[meteorite-list] Kuiper Belt-- evidence of Nemesis?

From: Darren Garrison <cynapse_at_meteoritecentral.com>
Date: Sat Jan 21 12:33:55 2006
Message-ID: <f6s4t19pa8oukad1jmvjeth7mih3b60pe6_at_4ax.com>

http://www.space.com/scienceastronomy/060119_kuiper_stars.html

Star Systems Hint at Possibility of Sun's Nemesis
By SPACE.com Staff

posted: 19 January 2006
01:03 pm ET
 

Debris disks discovered around two nearby stars look strikingly like the Kuiper Belt in the outer
part of our solar system, astronomers said today.

The disks were found in a survey of 22 Sun-like stars by the Hubble Space Telescope. By blocking out
light from the central stars, Hubble was able to image dust and other material around the stars.

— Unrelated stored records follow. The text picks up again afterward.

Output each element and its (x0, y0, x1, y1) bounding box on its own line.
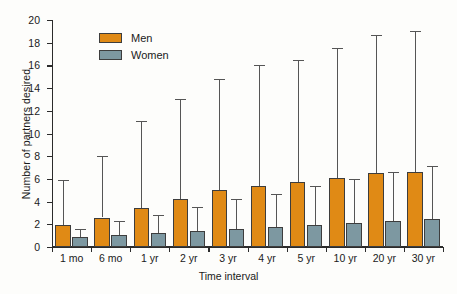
legend-item-women: Women (99, 47, 169, 62)
bar-men-30-yr (407, 172, 423, 247)
bar-men-10-yr (329, 178, 345, 247)
bar-men-5-yr (290, 182, 306, 247)
error-bar-cap (192, 207, 203, 208)
error-bar-line (63, 180, 64, 225)
legend-swatch-women (99, 50, 122, 60)
x-tick-label: 1 yr (141, 252, 159, 264)
x-tick-label: 6 mo (99, 252, 122, 264)
x-tick (248, 247, 249, 252)
y-tick: 6 (47, 179, 52, 180)
y-tick-label: 20 (28, 14, 40, 26)
y-tick: 8 (47, 156, 52, 157)
error-bar-cap (293, 60, 304, 61)
bar-men-2-yr (173, 199, 189, 247)
error-bar-line (276, 194, 277, 226)
legend-label-women: Women (131, 49, 169, 61)
x-tick-label: 20 yr (373, 252, 396, 264)
y-tick: 2 (47, 224, 52, 225)
legend: Men Women (99, 30, 169, 64)
error-bar-cap (254, 65, 265, 66)
error-bar-line (102, 156, 103, 217)
bar-women-10-yr (346, 223, 362, 247)
error-bar-line (298, 60, 299, 183)
y-tick-label: 12 (28, 105, 40, 117)
y-tick-label: 2 (34, 218, 40, 230)
error-bar-cap (75, 229, 86, 230)
y-tick: 16 (47, 65, 52, 66)
bar-men-1-mo (55, 225, 71, 247)
error-bar-line (236, 199, 237, 229)
error-bar-line (259, 65, 260, 186)
y-tick-label: 4 (34, 196, 40, 208)
x-tick-label: 1 mo (60, 252, 83, 264)
error-bar-cap (332, 48, 343, 49)
error-bar-cap (310, 186, 321, 187)
x-tick (169, 247, 170, 252)
y-tick-label: 18 (28, 37, 40, 49)
y-tick: 10 (47, 134, 52, 135)
error-bar-line (376, 35, 377, 173)
bar-men-20-yr (368, 173, 384, 247)
error-bar-line (80, 229, 81, 238)
y-tick-label: 16 (28, 59, 40, 71)
y-tick: 18 (47, 43, 52, 44)
bar-women-6-mo (111, 235, 127, 247)
error-bar-cap (231, 199, 242, 200)
x-tick (326, 247, 327, 252)
error-bar-cap (97, 156, 108, 157)
error-bar-line (354, 179, 355, 222)
bar-women-20-yr (385, 221, 401, 247)
x-tick-label: 5 yr (297, 252, 315, 264)
bar-men-1-yr (134, 208, 150, 247)
x-tick-label: 3 yr (219, 252, 237, 264)
y-tick-label: 14 (28, 82, 40, 94)
bar-men-3-yr (212, 190, 228, 247)
y-tick-label: 6 (34, 173, 40, 185)
x-tick (404, 247, 405, 252)
error-bar-line (197, 207, 198, 230)
x-tick (443, 247, 444, 252)
error-bar-line (180, 99, 181, 198)
error-bar-line (158, 215, 159, 233)
bar-women-2-yr (190, 231, 206, 247)
y-tick: 20 (47, 20, 52, 21)
x-tick (208, 247, 209, 252)
error-bar-line (393, 172, 394, 221)
bar-women-1-yr (151, 233, 167, 247)
bar-women-1-mo (72, 237, 88, 247)
y-axis-line (52, 20, 53, 247)
y-tick: 12 (47, 111, 52, 112)
bar-men-4-yr (251, 186, 267, 247)
legend-swatch-men (99, 33, 122, 43)
error-bar-line (432, 166, 433, 219)
error-bar-line (415, 31, 416, 171)
bar-women-3-yr (229, 229, 245, 247)
error-bar-cap (136, 121, 147, 122)
error-bar-line (141, 121, 142, 208)
error-bar-cap (349, 179, 360, 180)
error-bar-cap (114, 221, 125, 222)
y-tick: 4 (47, 202, 52, 203)
error-bar-line (219, 79, 220, 190)
error-bar-line (315, 186, 316, 225)
error-bar-line (337, 48, 338, 178)
x-tick (130, 247, 131, 252)
error-bar-cap (214, 79, 225, 80)
legend-item-men: Men (99, 30, 169, 45)
x-tick (52, 247, 53, 252)
y-tick-label: 0 (34, 241, 40, 253)
legend-label-men: Men (131, 32, 152, 44)
x-tick (365, 247, 366, 252)
x-tick-label: 10 yr (334, 252, 357, 264)
y-tick-label: 8 (34, 150, 40, 162)
error-bar-cap (427, 166, 438, 167)
error-bar-cap (371, 35, 382, 36)
x-tick-label: 4 yr (258, 252, 276, 264)
error-bar-cap (271, 194, 282, 195)
error-bar-cap (388, 172, 399, 173)
bar-women-4-yr (268, 227, 284, 247)
bar-men-6-mo (94, 218, 110, 248)
bar-women-30-yr (424, 219, 440, 247)
x-tick-label: 2 yr (180, 252, 198, 264)
error-bar-cap (175, 99, 186, 100)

The stars are about 60 light-years away, and the shape of their disks have astronomers pondering the
long-debated possibility that our own Sun might have an as-yet unfound companion dubbed Nemesis.

Unseen companions?

Each of the two disks has a sharp outer edge that might be caused by an unseen companion star that
gravitationally grooms the material. Our own Kuiper Belt, which contains comets, Pluto and other
frozen worlds, is thought to have similarly abrupt outer bound.

Unlike younger stars with debris disks?thought to be the stuff of planet formation?these two stars
are more than 300 million years old. Things have likely settled into somewhat stable configurations
with planets and well-defined debris streams, perhaps similar to our own solar system, which is now
4.6 billion years old.

"These are the types of stars around which you would expect to find habitable zones and planets that
could develop life," said lead researcher Paul Kalas of the University of California, Berkeley.

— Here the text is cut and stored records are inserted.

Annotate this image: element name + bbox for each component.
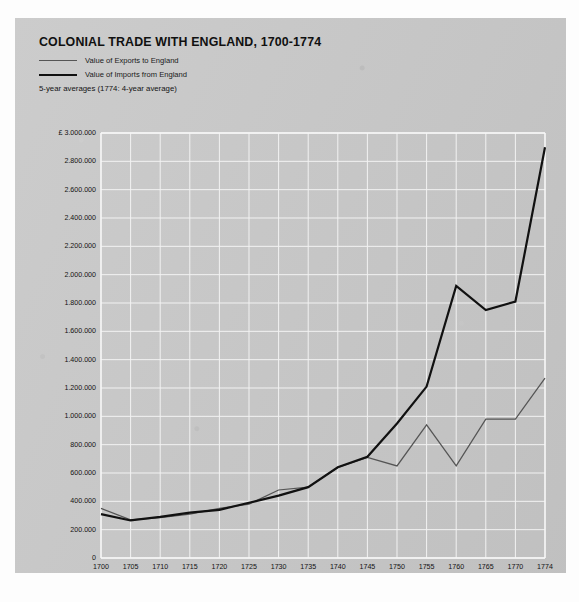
figure-card: COLONIAL TRADE WITH ENGLAND, 1700-1774 V… [15,18,566,573]
y-axis-tick-label: 1.800.000 [64,299,96,307]
page-root: COLONIAL TRADE WITH ENGLAND, 1700-1774 V… [0,0,579,602]
line-chart-svg [101,133,545,558]
chart-legend: Value of Exports to England Value of Imp… [39,56,321,79]
x-axis-tick-label: 1705 [123,563,139,571]
x-axis-tick-label: 1730 [271,563,287,571]
y-axis-tick-label: 2.200.000 [64,242,96,250]
x-axis-tick-label: 1700 [93,563,109,571]
y-axis-tick-label: 600.000 [70,469,96,477]
x-axis-tick-label: 1725 [241,563,257,571]
grid-lines [101,133,545,558]
x-axis-tick-label: 1760 [448,563,464,571]
legend-label-exports: Value of Exports to England [85,56,179,65]
y-axis-tick-label: 2.800.000 [64,157,96,165]
y-axis-tick-label: 0 [92,554,96,562]
x-axis-tick-label: 1750 [389,563,405,571]
y-axis-tick-label: 2.400.000 [64,214,96,222]
y-axis-tick-label: 1.600.000 [64,327,96,335]
x-axis-tick-label: 1710 [152,563,168,571]
x-axis-tick-label: 1715 [182,563,198,571]
series-lines [101,147,545,520]
y-axis-tick-label: 1.400.000 [64,356,96,364]
x-axis-tick-label: 1740 [330,563,346,571]
chart-header: COLONIAL TRADE WITH ENGLAND, 1700-1774 V… [39,35,321,93]
chart-subnote: 5-year averages (1774: 4-year average) [39,84,321,93]
y-axis-tick-label: 800.000 [70,441,96,449]
x-axis-tick-label: 1735 [300,563,316,571]
legend-label-imports: Value of Imports from England [85,70,187,79]
legend-line-exports-icon [39,60,77,61]
x-axis-tick-label: 1720 [212,563,228,571]
y-axis-labels: £ 3.000.0002.800.0002.600.0002.400.0002.… [15,133,96,558]
plot-area [101,133,545,558]
x-axis-tick-label: 1755 [419,563,435,571]
y-axis-tick-label: £ 3.000.000 [59,129,96,137]
legend-item-imports: Value of Imports from England [39,70,321,79]
y-axis-tick-label: 200.000 [70,526,96,534]
y-axis-tick-label: 2.600.000 [64,186,96,194]
y-axis-tick-label: 2.000.000 [64,271,96,279]
y-axis-tick-label: 1.200.000 [64,384,96,392]
x-axis-tick-label: 1765 [478,563,494,571]
x-axis-labels: 1700170517101715172017251730173517401745… [101,563,545,577]
axis-frame [101,133,545,558]
series-line-imports [101,147,545,520]
page-title: COLONIAL TRADE WITH ENGLAND, 1700-1774 [39,35,321,49]
series-line-exports [101,378,545,520]
x-axis-tick-label: 1770 [508,563,524,571]
x-axis-tick-label: 1774 [537,563,553,571]
legend-item-exports: Value of Exports to England [39,56,321,65]
legend-line-imports-icon [39,74,77,76]
y-axis-tick-label: 1.000.000 [64,412,96,420]
y-axis-tick-label: 400.000 [70,497,96,505]
x-axis-tick-label: 1745 [360,563,376,571]
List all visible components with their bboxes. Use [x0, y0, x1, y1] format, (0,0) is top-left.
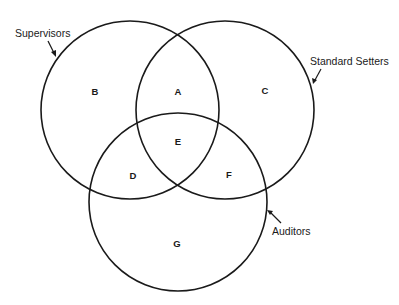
venn-diagram: A B C D E F G Supervisors Standard Sette… [0, 0, 399, 305]
region-label-a: A [175, 86, 182, 97]
standard-setters-arrow-icon [312, 69, 321, 84]
region-label-c: C [262, 85, 269, 96]
region-label-e: E [175, 136, 181, 147]
region-label-f: F [226, 169, 232, 180]
region-label-d: D [130, 170, 137, 181]
standard-setters-circle [136, 21, 314, 199]
auditors-arrow-icon [267, 210, 281, 223]
region-label-b: B [92, 86, 99, 97]
auditors-label: Auditors [272, 225, 311, 237]
standard-setters-label: Standard Setters [310, 55, 389, 67]
supervisors-arrow-icon [48, 41, 56, 57]
region-label-g: G [173, 238, 180, 249]
supervisors-label: Supervisors [15, 27, 70, 39]
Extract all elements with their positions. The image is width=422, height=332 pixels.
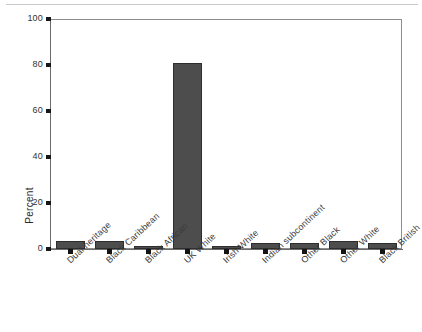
bar-slot (368, 19, 396, 249)
page-top-rule (6, 4, 418, 5)
bar-slot (173, 19, 201, 249)
y-axis-title: Percent (24, 171, 35, 241)
y-tick-label-100: 100 (27, 13, 43, 23)
bar-series (51, 19, 402, 249)
y-tick-label-60: 60 (33, 105, 43, 115)
bar (173, 63, 201, 249)
y-tick-label-0: 0 (38, 243, 43, 253)
y-tick-label-40: 40 (33, 151, 43, 161)
bar-slot (251, 19, 279, 249)
bar-slot (212, 19, 240, 249)
bar-slot (329, 19, 357, 249)
y-tick-label-80: 80 (33, 59, 43, 69)
bar-slot (56, 19, 84, 249)
bar-chart-figure: 020406080100 Percent Dual heritageBlack … (0, 0, 422, 332)
bar-slot (95, 19, 123, 249)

The findings will be reported in the Jan. 20 issue of Astrophysical Journal Letters.

Two types

The small sampling of debris disks that have been discovered shows they fall into two categories:
those with a broad belt, wider than about 50 astronomical units (AU); and narrow ones with a width
of between 20 and 30 AU and a sharp outer boundary, probably like our own Kuiper Belt.

An astronomical unit, or AU, is the average distance between the Earth and Sun, about 93 million
miles.

Our Kuiper Belt is thought to be narrow, extending from the orbit of Neptune at 30 AU to about 50
AU.

Most of the handful of known stellar debris disks seem to have a central area cleared of debris,
perhaps by planets.

Sun's Nemesis?

Kalas and Graham speculate that stars also having sharp outer edges to their debris disks have a
companion?a star or brown dwarf?that keeps the disk from spreading outward, similar to how Saturn's
moons shape the edges of some of the planet's rings.

"The story of how you make a ring around a planet could be the same as the story of making rings
around a star," Kalas said. Perhaps a passing star ripped off the edges of the original planetary
disk, but a star-sized companion, remaining in place, would be necessary to keep the remaining disk
material from spreading outward, he figures.

The scenario has Kalas and his colleagues thinking that the Sun might also have a companion that
keeps the Kuiper Belt confined within a sharp boundary. U.C. Berkeley physics professor Richard
Muller has proposed such a star, which he calls Nemesis, but no evidence has been found for one.